Is EU's Schengen border-free dream at an end?
- Published
The ability of Europeans to travel freely the length and breadth of their continent, from Bordeaux to Bratislava, Stockholm to Sicily, has been hailed as "Europe's biggest achievement". But is it an achievement in peril?
No matter whether it's for work or pleasure, study or sunshine, whether it's people or products flowing east and west, north and south, freedom of movement is the lifeblood of Europe's union.
However, the arrival of more than a million people in the past year, many of them refugees, with all the challenges, political and practical, that brings, is straining Europe. And it has led to suggestions that Europe's borderless zone could vanish.
Most of the new arrivals have come through Greece, sitting as it does on the edge of the passport-free Schengen area.
Greece has been told by the European Commission that it's failing in its duty to protect Europe's external frontier. And European leaders have warned that there are just weeks to "save" Schengen.
So are the borders about to go back up?
Europe's Schengen states
In response to the refugee crisis, half a dozen countries already have varying degrees of temporary border controls.
The toughest are between Sweden and Denmark, where all travellers have to show identity documents.
Elsewhere, such as between Germany and Denmark, Austria and Germany, Slovenia and Austria, people still flow freely, although police do spot-checks looking for migrants and smugglers and stop random travellers.
But there are 26 nations in Schengen, so for the vast majority of Europeans travelling around their continent, at present, there's little change. It's only along the route taken by refugees heading north through Europe that checks are in place.
The evaluation that Greece is failing was based on visits to the islands of Chios and Samos last November.
Commission inspectors found "there is no effective identification and registration of irregular migrants".
"Fingerprints are not being systematically entered into the system and travel documents are not being systematically checked for the authenticity or against crucial security databases," they said.
However the issue isn't just about security and screening. It's also about numbers. From the start of January to now, more than 45,000 refugees and migrants have crossed in boats from Turkey to Greece.
The prospect of many more coming this summer is what's worrying the countries they head for, primarily Austria, Germany and Sweden.
Germany's Chancellor Angela Merkel told an audience on Tuesday "we must find a level of balance and we should not become pessimistic too quickly". But she said the number of refugees had to be reduced significantly.
Greek 'quarantine'
So it's likely Greece will now be given until mid-May to get to grips with the influx of people to its islands. And the timing is crucial.
Mid-May could be when a summer surge of refugees reaching the EU is starting to peak. The temporary border controls which countries like Germany have in place will be due to expire.
To prolong the controls, governments will need an official assessment by the European Commission that Greece is still failing.
The Commission has made clear that under Article 26 of the Schengen Borders Code it could then "recommend that one or more member states reintroduce border controls at all or at specific parts of their internal borders as a matter of last resort, to protect the common interest of the Schengen area".
So the controls may still endure. But they can only happen where there is an identified threat. That's only likely to be along the same borders that currently have them, unless the refugee routes move.
Some countries have suggested Greece itself could be quarantined apart from Schengen.
Slovenia has urged other EU countries to provide "direct assistance" to Macedonia to prevent those who don't qualify for refugee status from leaving Greece to head north.
Desperate people
Several countries including Hungary have sent border guards to help with this. But the European Commission has made clear there is no plan or mechanism to isolate Greece or suspend it from the Schengen agreement.
The Athens government argues that it would be illegal to turn back boats full of refugees. There's little it can do without help from Turkey.
Belgium's Migration Secretary Theo Francken this week suggested camps could be built in Greece to hold up to 300,000 people who'd be processed and granted asylum or deported.
But just last year Greece's government emptied its existing camp as the country had neither the money, the capacity nor the desire to keep desperate people behind barbed-wire. Migration Minister Ioannis Mouzalas says Greece has no desire to "become a cemetery of souls".
Further north, the EU's richer countries recognise their obligation to provide asylum to those who need it.
But the countries that have taken the most arrivals don't want to see the numbers soar again this year. It leaves them with the option of toughening Europe's welcome and hardening Europe's borders to migrants and refugees.
So while the EU's citizens may still be able to travel relatively freely, those fleeing war and persecution and those seeking a new life in northern Europe, getting from Athens to Aarhus, Lesbos to Leipzig is likely to become ever more arduous.
A note on terminology: The BBC uses the term migrant to refer to all people on the move who have yet to complete the legal process of claiming asylum. This group includes people fleeing war-torn countries such as Syria, who are likely to be granted refugee status, as well as people who are seeking jobs and better lives, who governments are likely to rule are economic migrants.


__Exercise objective__: For the entries below, report the number of lines containing "chart", without any other content.
[Supplied information]
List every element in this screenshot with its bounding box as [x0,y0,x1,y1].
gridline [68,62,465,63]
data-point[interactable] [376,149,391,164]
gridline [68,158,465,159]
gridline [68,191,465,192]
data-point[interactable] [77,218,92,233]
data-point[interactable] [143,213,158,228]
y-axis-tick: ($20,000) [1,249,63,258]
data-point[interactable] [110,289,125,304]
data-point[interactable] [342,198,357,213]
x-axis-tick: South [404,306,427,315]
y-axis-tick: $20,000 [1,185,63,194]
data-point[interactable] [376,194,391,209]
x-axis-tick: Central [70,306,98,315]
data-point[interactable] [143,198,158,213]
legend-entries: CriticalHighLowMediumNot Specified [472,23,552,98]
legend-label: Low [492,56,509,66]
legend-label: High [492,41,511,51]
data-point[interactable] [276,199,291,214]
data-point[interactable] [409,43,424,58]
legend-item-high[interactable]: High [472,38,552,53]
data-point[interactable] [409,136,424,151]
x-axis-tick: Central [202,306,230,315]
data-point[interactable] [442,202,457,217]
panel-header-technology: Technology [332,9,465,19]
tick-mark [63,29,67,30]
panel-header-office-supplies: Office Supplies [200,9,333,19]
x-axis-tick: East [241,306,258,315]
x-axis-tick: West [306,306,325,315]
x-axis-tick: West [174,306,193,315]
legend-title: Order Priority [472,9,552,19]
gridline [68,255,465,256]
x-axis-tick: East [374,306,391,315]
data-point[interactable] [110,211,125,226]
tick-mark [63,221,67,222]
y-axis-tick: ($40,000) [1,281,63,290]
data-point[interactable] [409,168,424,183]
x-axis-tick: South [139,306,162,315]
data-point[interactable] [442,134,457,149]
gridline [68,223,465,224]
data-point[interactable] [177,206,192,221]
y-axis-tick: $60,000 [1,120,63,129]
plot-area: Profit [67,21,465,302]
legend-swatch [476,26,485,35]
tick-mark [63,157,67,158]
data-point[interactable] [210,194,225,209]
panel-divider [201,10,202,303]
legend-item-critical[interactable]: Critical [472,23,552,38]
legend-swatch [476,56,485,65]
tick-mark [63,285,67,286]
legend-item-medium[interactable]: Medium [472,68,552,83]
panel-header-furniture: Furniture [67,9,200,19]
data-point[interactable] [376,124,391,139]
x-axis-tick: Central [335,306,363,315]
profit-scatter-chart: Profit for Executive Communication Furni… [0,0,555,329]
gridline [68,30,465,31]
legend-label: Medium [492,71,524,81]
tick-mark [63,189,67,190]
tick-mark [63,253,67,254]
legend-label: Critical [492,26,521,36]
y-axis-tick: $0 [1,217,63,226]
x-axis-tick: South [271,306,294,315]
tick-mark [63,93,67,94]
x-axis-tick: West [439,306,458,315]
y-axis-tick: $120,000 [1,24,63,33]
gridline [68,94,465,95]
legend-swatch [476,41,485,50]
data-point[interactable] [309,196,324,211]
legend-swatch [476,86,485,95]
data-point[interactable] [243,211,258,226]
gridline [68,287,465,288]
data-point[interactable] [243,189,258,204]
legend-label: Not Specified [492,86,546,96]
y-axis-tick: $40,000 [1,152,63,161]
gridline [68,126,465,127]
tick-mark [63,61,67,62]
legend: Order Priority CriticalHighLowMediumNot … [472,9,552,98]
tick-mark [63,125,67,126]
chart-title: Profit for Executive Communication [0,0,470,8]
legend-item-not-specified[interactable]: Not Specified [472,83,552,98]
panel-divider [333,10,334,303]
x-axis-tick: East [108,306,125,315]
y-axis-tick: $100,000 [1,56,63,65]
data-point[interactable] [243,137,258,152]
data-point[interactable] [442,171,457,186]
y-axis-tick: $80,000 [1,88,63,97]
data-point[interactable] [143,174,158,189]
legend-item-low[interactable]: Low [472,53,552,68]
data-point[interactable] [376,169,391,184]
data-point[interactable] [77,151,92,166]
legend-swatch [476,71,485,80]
[/Supplied information]
__Output of the task__: 2